What does ASPH mean to you?

What does ASPH mean to you?

  • It's a better type of lens

    Votes: 11 14.1%
  • Marketing B.S. only

    Votes: 8 10.3%
  • 100% aspheric lens elements, no more spherical aberration or distortion for me!

    Votes: 10 12.8%
  • a small design tweak that *might* give a sharper image with less elements

    Votes: 49 62.8%

  • Total voters
    78
If it’s Leica asph, then it translates to being expensive. I know, I have a 50mm f1.4 asph. It’s a nice lens but it wasn’t cheap. Then again nothing is exactly cheap when you purchase Leica, but we know that and it’s nice.
If you can afford it why not. Shrouds don’t have pockets!
 
It is not due to the geometry of the lens. They are the result of marks on the aspherical element from the manufacturing process. They still appear in monochrome.



Most camera aspherical lens elements are manufactured by pressing hot liquid glass against a mould. The mould is a machined metal template with a curvature in the negative of the lens surface. The concentric patterns are traces of the turning process with which the moulds are manufactured. There are ways to both polish the mould and the elements to avoid this, but manufacturers typically don't employ them. The $US8k Leica 50mm Summicron ASPH APO has these concentric rings in the bokeh, and at that price point I'd have thought they would polish the mould better.

Marty

Marty, what about some of the other ASPH Leica lenses? Are there some that are polished better? What about the 75mm Summilux or 75mm Summicron?
 
Marty, what about some of the other ASPH Leica lenses? Are there some that are polished better? What about the 75mm Summilux or 75mm Summicron?

The 75 Summilux is all spherical, so no onion rings. The 75 Summicron has onion ring bokeh, but the geometry of longer lenses makes it somewhat less obvious. The only Leica ASPH lenses I have not tried are the 75 Nocti and the 90 Summilux - but from online photos you can see onion rings in the photos from these lenses too.

I use the 75 Summicron a lot, and the onion rings don’t bother me too much, but the way to avoid them 100% is to use older, all-spherical lenses.

Marty
 
Actually, I'm wondering how possible it is to polish an aspherical surface. I've seen photos of the equipment for grinding and polishing spherical lenses, and I can't imagine the same method working for an asphere, because the radius is not constant. I suppose there is some way, but I can see where the difficulty could be so great that it could be the reason why they don't always bother.
 
Actually, I'm wondering how possible it is to polish an aspherical surface. I've seen photos of the equipment for grinding and polishing spherical lenses, and I can't imagine the same method working for an asphere, because the radius is not constant. I suppose there is some way, but I can see where the difficulty could be so great that it could be the reason why they don't always bother.

It's more that it is not economically viable rather than that it is not possible. But the available technology is changing, and the Sony lenses that have been recently introduced seem to have taken this into account.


▶ [REQUIRED WORK]:
Search the lines of the records for the word "production", and copy every line that has it.

╭─ MATERIAL SHOWN

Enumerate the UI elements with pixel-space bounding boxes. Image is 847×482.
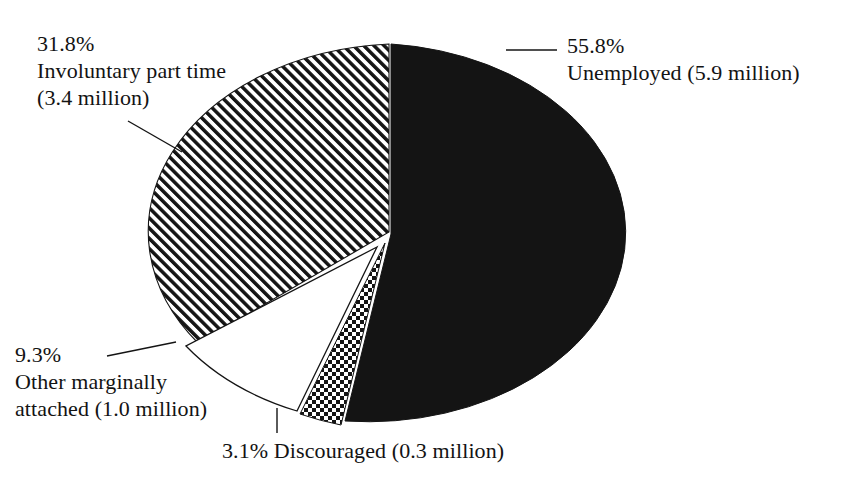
- callout-label-unemployed: 55.8% Unemployed (5.9 million): [567, 32, 800, 86]
- other-marginally-attached-percent: 9.3%: [15, 341, 207, 368]
- other-marginally-attached-name-line2: attached (1.0 million): [15, 395, 207, 422]
- pie-chart-figure: 31.8% Involuntary part time (3.4 million…: [0, 0, 847, 482]
- callout-label-involuntary-part-time: 31.8% Involuntary part time (3.4 million…: [37, 30, 226, 111]
- involuntary-part-time-percent: 31.8%: [37, 30, 226, 57]
- discouraged-text: 3.1% Discouraged (0.3 million): [222, 437, 504, 464]
- other-marginally-attached-name-line1: Other marginally: [15, 368, 207, 395]
- unemployed-percent: 55.8%: [567, 32, 800, 59]
- involuntary-part-time-name: Involuntary part time: [37, 57, 226, 84]
- leader-line-involuntary-part-time: [128, 121, 182, 152]
- callout-label-other-marginally-attached: 9.3% Other marginally attached (1.0 mill…: [15, 341, 207, 422]
- unemployed-name-amount: Unemployed (5.9 million): [567, 59, 800, 86]
- involuntary-part-time-amount: (3.4 million): [37, 84, 226, 111]
- callout-label-discouraged: 3.1% Discouraged (0.3 million): [222, 437, 504, 464]
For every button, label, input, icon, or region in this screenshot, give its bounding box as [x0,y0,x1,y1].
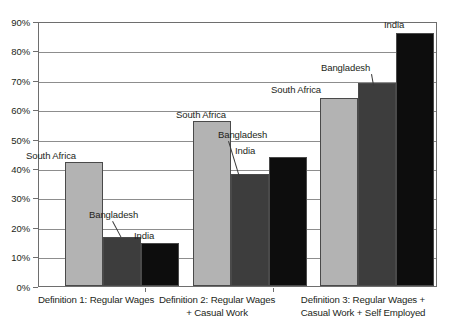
y-tick-label-70: 70% [11,75,30,86]
bar-definition-2-south-africa [193,121,231,286]
bar-annotation-def2-south-africa: South Africa [176,109,226,120]
bar-chart: 90% 80% 70% 60% 50% 40% 30% 20% 10% 0% [0,0,449,331]
bar-definition-3-bangladesh [358,83,396,286]
x-tick-label-definition-3: Definition 3: Regular Wages + Casual Wor… [283,294,443,319]
x-tick-label-definition-1-line-1: Definition 1: Regular Wages [26,294,166,307]
y-tick-label-90: 90% [11,17,30,28]
bar-annotation-def1-india: India [134,230,154,241]
gridline-80 [39,52,436,53]
y-tick-label-30: 30% [11,193,30,204]
x-tick-label-definition-1: Definition 1: Regular Wages [26,294,166,307]
bar-definition-3-india [396,33,434,286]
x-axis: Definition 1: Regular Wages Definition 2… [0,288,449,331]
bar-definition-2-bangladesh [231,174,269,286]
bar-definition-1-bangladesh [103,237,141,286]
bar-annotation-def1-bangladesh: Bangladesh [89,209,138,220]
bar-definition-1-india [141,243,179,286]
y-axis: 90% 80% 70% 60% 50% 40% 30% 20% 10% 0% [0,0,38,331]
x-tick-label-definition-2-line-2: + Casual Work [152,307,282,320]
bar-definition-3-south-africa [320,98,358,286]
y-tick-label-60: 60% [11,105,30,116]
bar-annotation-def2-bangladesh: Bangladesh [218,129,267,140]
x-tick-label-definition-2: Definition 2: Regular Wages + Casual Wor… [152,294,282,319]
bar-annotation-def3-india: India [384,19,404,30]
bar-annotation-def2-india: India [235,145,255,156]
y-tick-label-50: 50% [11,134,30,145]
bar-annotation-def3-bangladesh: Bangladesh [321,62,370,73]
y-tick-label-20: 20% [11,222,30,233]
bar-annotation-def1-south-africa: South Africa [26,150,76,161]
bar-definition-2-india [269,157,307,287]
x-tick-label-definition-2-line-1: Definition 2: Regular Wages [152,294,282,307]
x-tick-label-definition-3-line-2: Casual Work + Self Employed [283,307,443,320]
y-tick-label-80: 80% [11,46,30,57]
y-tick-label-10: 10% [11,252,30,263]
y-tick-label-40: 40% [11,164,30,175]
bar-definition-1-south-africa [65,162,103,286]
x-tick-mark-1 [145,288,146,292]
x-tick-mark-2 [273,288,274,292]
bar-annotation-def3-south-africa: South Africa [271,84,321,95]
x-tick-label-definition-3-line-1: Definition 3: Regular Wages + [283,294,443,307]
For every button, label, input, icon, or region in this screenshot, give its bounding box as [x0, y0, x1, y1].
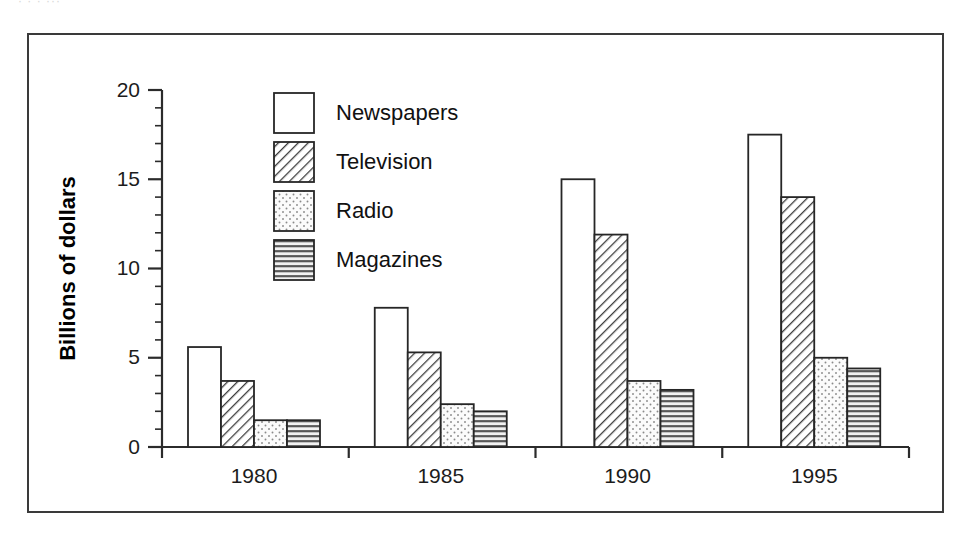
x-tick-label: 1995: [791, 464, 838, 487]
legend-label-newspapers: Newspapers: [336, 100, 458, 125]
bar-magazines-1990: [661, 390, 694, 447]
y-axis-title: Billions of dollars: [55, 176, 80, 361]
bar-magazines-1995: [847, 368, 880, 447]
grouped-bar-chart: 051015201980198519901995NewspapersTelevi…: [29, 35, 946, 515]
chart-legend: NewspapersTelevisionRadioMagazines: [274, 93, 458, 280]
x-tick-label: 1980: [231, 464, 278, 487]
legend-label-television: Television: [336, 149, 433, 174]
bar-magazines-1980: [287, 420, 320, 447]
scan-artifact-top-text: · · · ···: [18, 0, 61, 8]
bar-television-1985: [408, 352, 441, 447]
bar-radio-1980: [254, 420, 287, 447]
plot-area: 051015201980198519901995NewspapersTelevi…: [29, 35, 946, 515]
y-tick-label: 15: [117, 167, 140, 190]
bar-newspapers-1985: [375, 308, 408, 447]
bar-radio-1985: [441, 404, 474, 447]
legend-label-magazines: Magazines: [336, 247, 442, 272]
bar-television-1980: [221, 381, 254, 447]
bar-magazines-1985: [474, 411, 507, 447]
bar-television-1990: [595, 235, 628, 447]
bar-newspapers-1995: [748, 135, 781, 447]
legend-label-radio: Radio: [336, 198, 393, 223]
bar-newspapers-1990: [562, 179, 595, 447]
legend-swatch-television: [274, 142, 314, 182]
bar-television-1995: [781, 197, 814, 447]
bar-radio-1995: [814, 358, 847, 447]
bar-radio-1990: [628, 381, 661, 447]
legend-swatch-magazines: [274, 240, 314, 280]
legend-swatch-radio: [274, 191, 314, 231]
x-tick-label: 1985: [417, 464, 464, 487]
y-tick-label: 5: [128, 345, 140, 368]
figure-frame: 051015201980198519901995NewspapersTelevi…: [27, 33, 944, 513]
x-tick-label: 1990: [604, 464, 651, 487]
y-tick-label: 10: [117, 256, 140, 279]
y-tick-label: 0: [128, 435, 140, 458]
bar-newspapers-1980: [188, 347, 221, 447]
legend-swatch-newspapers: [274, 93, 314, 133]
y-tick-label: 20: [117, 78, 140, 101]
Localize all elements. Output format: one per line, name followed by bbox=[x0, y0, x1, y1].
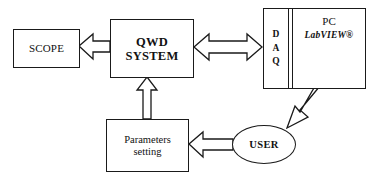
node-parameters-setting-label: Parameters setting bbox=[124, 134, 171, 158]
node-daq-pc-group[interactable]: D A Q PC LabVIEW® bbox=[263, 8, 366, 89]
node-qwd-system-label: QWD SYSTEM bbox=[125, 35, 178, 63]
node-pc-label: PC bbox=[293, 15, 365, 29]
arrow-params-to-qwd bbox=[137, 77, 157, 119]
node-scope-label: SCOPE bbox=[29, 42, 64, 54]
node-daq[interactable]: D A Q bbox=[264, 9, 289, 88]
node-parameters-setting[interactable]: Parameters setting bbox=[106, 119, 189, 172]
node-user[interactable]: USER bbox=[232, 125, 296, 164]
node-daq-label: D A Q bbox=[272, 28, 280, 69]
arrow-user-to-params bbox=[189, 132, 233, 157]
node-pc[interactable]: PC LabVIEW® bbox=[292, 9, 365, 88]
node-pc-software-label: LabVIEW® bbox=[293, 29, 365, 41]
node-qwd-system[interactable]: QWD SYSTEM bbox=[110, 19, 194, 78]
node-scope[interactable]: SCOPE bbox=[13, 29, 80, 68]
arrow-qwd-to-scope bbox=[79, 34, 110, 59]
block-diagram: SCOPE QWD SYSTEM D A Q PC LabVIEW® Param… bbox=[0, 0, 378, 185]
node-user-label: USER bbox=[249, 139, 279, 151]
arrow-qwd-daq-bidirectional bbox=[194, 34, 262, 60]
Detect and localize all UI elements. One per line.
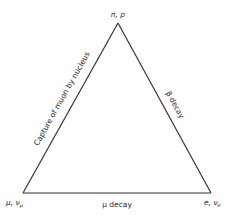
vertex-top-label: n, p xyxy=(111,10,126,19)
vertex-bottom-left-label: μ, νμ xyxy=(5,198,23,209)
edge-right-label: β decay xyxy=(164,90,186,121)
edge-right xyxy=(118,23,211,193)
vertex-bottom-left-main: μ, ν xyxy=(5,198,20,207)
vertex-bottom-right-label: e, νe xyxy=(204,198,221,208)
particle-triangle-diagram: n, p μ, νμ e, νe Capture of muon by nucl… xyxy=(0,0,231,220)
edge-left-label: Capture of muon by nucleus xyxy=(32,50,92,147)
edge-left xyxy=(23,23,118,193)
vertex-bottom-right-main: e, ν xyxy=(204,198,218,207)
vertex-bottom-right-subscript: e xyxy=(218,202,221,208)
vertex-bottom-left-subscript: μ xyxy=(19,202,23,209)
edge-bottom-label: μ decay xyxy=(102,200,132,209)
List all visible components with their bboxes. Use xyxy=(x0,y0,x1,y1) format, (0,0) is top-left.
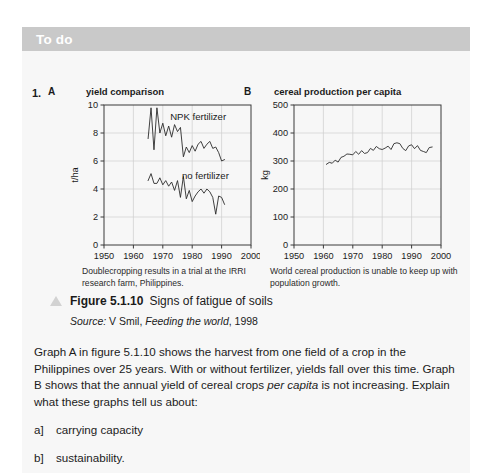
list-item-marker: b] xyxy=(34,450,56,467)
svg-text:10: 10 xyxy=(88,100,98,110)
svg-text:kg: kg xyxy=(260,170,270,180)
svg-text:1980: 1980 xyxy=(372,251,392,261)
svg-text:1990: 1990 xyxy=(211,251,231,261)
question-body: Graph A in figure 5.1.10 shows the harve… xyxy=(34,344,459,466)
svg-text:500: 500 xyxy=(273,100,288,110)
svg-text:t/ha: t/ha xyxy=(70,166,80,182)
paragraph-italic: per capita xyxy=(267,378,318,391)
figure-source-author: V Smil, xyxy=(106,315,145,327)
svg-text:1990: 1990 xyxy=(401,251,421,261)
todo-card-title: To do xyxy=(36,32,73,47)
figure-source-label: Source: xyxy=(70,315,106,327)
figure-source-year: , 1998 xyxy=(229,315,258,327)
figure-label: Figure 5.1.10 xyxy=(70,294,143,308)
svg-text:1960: 1960 xyxy=(313,251,333,261)
chart-b-plot: 0100200300400500195019601970198019902000… xyxy=(244,97,470,265)
svg-text:0: 0 xyxy=(93,240,98,250)
chart-a-title: yield comparison xyxy=(86,86,164,97)
chart-b-letter: B xyxy=(244,86,251,97)
svg-text:4: 4 xyxy=(93,184,98,194)
figure-caption: Figure 5.1.10 Signs of fatigue of soils … xyxy=(50,294,460,327)
svg-text:2000: 2000 xyxy=(431,251,451,261)
svg-text:8: 8 xyxy=(93,128,98,138)
svg-text:1950: 1950 xyxy=(94,251,114,261)
svg-text:6: 6 xyxy=(93,156,98,166)
figure-source: Source: V Smil, Feeding the world, 1998 xyxy=(70,315,460,327)
svg-text:1950: 1950 xyxy=(284,251,304,261)
svg-text:no fertilizer: no fertilizer xyxy=(182,170,230,181)
chart-a-letter: A xyxy=(48,86,55,97)
triangle-up-icon xyxy=(50,296,62,306)
figure-source-work: Feeding the world xyxy=(145,315,228,327)
todo-card-header: To do xyxy=(22,27,470,51)
list-item-label: carrying capacity xyxy=(56,422,143,439)
svg-text:1960: 1960 xyxy=(123,251,143,261)
svg-text:1980: 1980 xyxy=(182,251,202,261)
svg-text:1970: 1970 xyxy=(343,251,363,261)
svg-text:NPK fertilizer: NPK fertilizer xyxy=(170,111,227,122)
svg-text:400: 400 xyxy=(273,128,288,138)
todo-card: To do 1. A yield comparison 024681019501… xyxy=(22,27,470,473)
list-item-label: sustainability. xyxy=(56,450,125,467)
svg-text:0: 0 xyxy=(283,240,288,250)
question-paragraph: Graph A in figure 5.1.10 shows the harve… xyxy=(34,344,459,410)
list-item-marker: a] xyxy=(34,422,56,439)
svg-text:2: 2 xyxy=(93,212,98,222)
figure-5-1-10: A yield comparison 024681019501960197019… xyxy=(22,81,470,291)
chart-b-caption: World cereal production is unable to kee… xyxy=(270,265,460,289)
screenshot-page: To do 1. A yield comparison 024681019501… xyxy=(0,0,492,473)
todo-card-body: 1. A yield comparison 024681019501960197… xyxy=(22,51,470,473)
question-sub-items: a] carrying capacity b] sustainability. xyxy=(34,422,459,466)
chart-a-plot: 0246810195019601970198019902000t/haNPK f… xyxy=(48,97,260,265)
svg-text:300: 300 xyxy=(273,156,288,166)
chart-b-title: cereal production per capita xyxy=(274,86,401,97)
chart-a-caption: Doublecropping results in a trial at the… xyxy=(82,265,272,289)
svg-text:1970: 1970 xyxy=(153,251,173,261)
svg-text:200: 200 xyxy=(273,184,288,194)
svg-text:100: 100 xyxy=(273,212,288,222)
figure-title: Signs of fatigue of soils xyxy=(149,294,272,308)
list-item: a] carrying capacity xyxy=(34,422,459,439)
list-item: b] sustainability. xyxy=(34,450,459,467)
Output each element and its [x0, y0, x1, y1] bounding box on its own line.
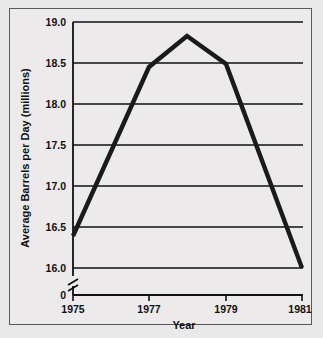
- x-tick-label-1981: 1981: [288, 303, 312, 315]
- x-tick-label-1979: 1979: [214, 303, 238, 315]
- x-axis-tick-labels: 1975 1977 1979 1981: [61, 303, 312, 315]
- gridlines: [73, 22, 303, 268]
- chart-svg: 19.0 18.5 18.0 17.5 17.0 16.5 16.0 0 197…: [0, 0, 323, 338]
- chart-screenshot: 19.0 18.5 18.0 17.5 17.0 16.5 16.0 0 197…: [0, 0, 323, 338]
- y-axis-tick-labels: 19.0 18.5 18.0 17.5 17.0 16.5 16.0 0: [46, 16, 67, 301]
- y-tick-label-16-5: 16.5: [46, 221, 67, 233]
- y-tick-label-18-5: 18.5: [46, 57, 67, 69]
- y-tick-label-16-0: 16.0: [46, 262, 67, 274]
- x-axis-title: Year: [172, 319, 196, 331]
- y-tick-label-19-0: 19.0: [46, 16, 67, 28]
- y-tick-label-17-5: 17.5: [46, 139, 67, 151]
- y-axis-title: Average Barrels per Day (millions): [19, 68, 31, 248]
- y-tick-label-18-0: 18.0: [46, 98, 67, 110]
- line-chart: 19.0 18.5 18.0 17.5 17.0 16.5 16.0 0 197…: [0, 0, 323, 338]
- x-tick-label-1977: 1977: [137, 303, 161, 315]
- data-series-line: [73, 36, 302, 268]
- y-tick-label-17-0: 17.0: [46, 180, 67, 192]
- y-tick-label-zero: 0: [60, 289, 66, 301]
- x-tick-label-1975: 1975: [61, 303, 85, 315]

╰─

▶ [RESULT OF THIS EXERCISE]:
chart-b-caption: World cereal production is unable to kee… xyxy=(270,265,460,289)
chart-b-title: cereal production per capita xyxy=(274,86,401,97)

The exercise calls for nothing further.